Virtually every avenue and square is draped in the bunting, posters, and flags of Turkish politics. Campaign lorries power through the traffic-clogged streets, blasting out throbbing Balkan techno music. Boats come paddling up the Golden Horn and motor launches hare across the Bosphorus, peddling political parties and competing to command the attention of voters.
The red and white of the big-city bureaucratic elites who fondly imagine they have a congenital right to rule Turkey are being drowned in a sea of blue, orange and white, the colours of the ascendant new force — the successful nouveaux riches and religious Muslim conservatives from the provinces who stand poised to claim a historic second term victory in general elections on Sunday.
Some see the ballot as a battle between Islam and secularism, others as a referendum on the prime minister, Recep Tayyip Erdogan.
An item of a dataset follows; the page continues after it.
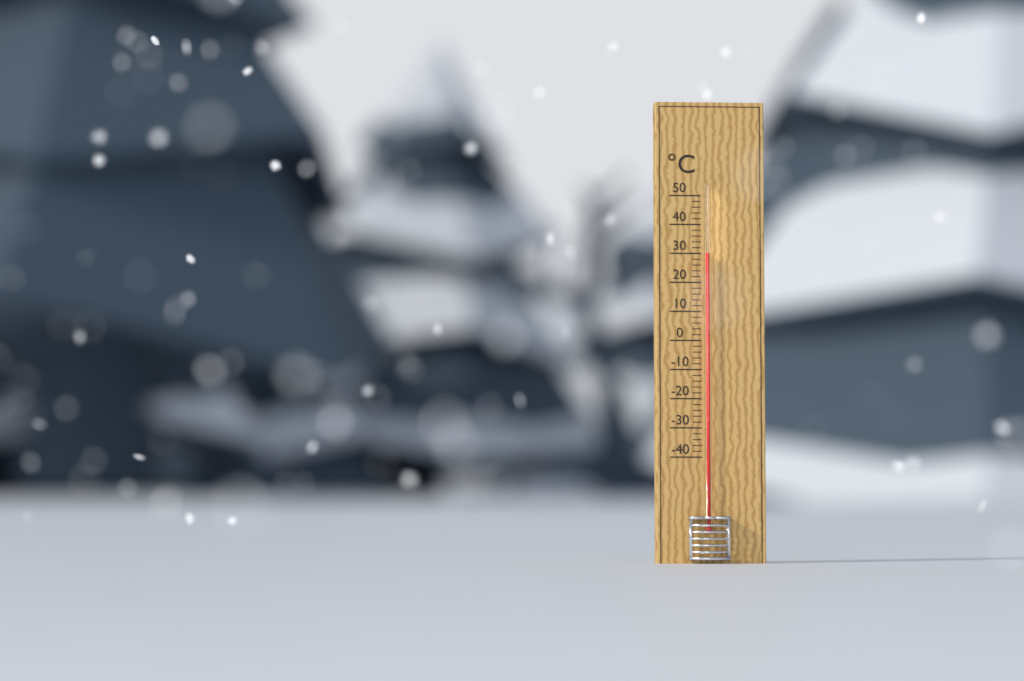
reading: 30 °C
Or a contest between competing visions of Turkey — an open, more confident, more democratic place or an isolated Turkey locked in a siege mentality that sees the outside world as conspiring against it.
“This is a poll between those who want more democracy and those who want less,” says E Bagis, an adviser to the prime minister. Pinar Korzay, by contrast, thinks democracy is a luxury that such an unruly country can ill afford. The Istanbul woman, like many Turks, prizes the country’s powerful generals over its politicians.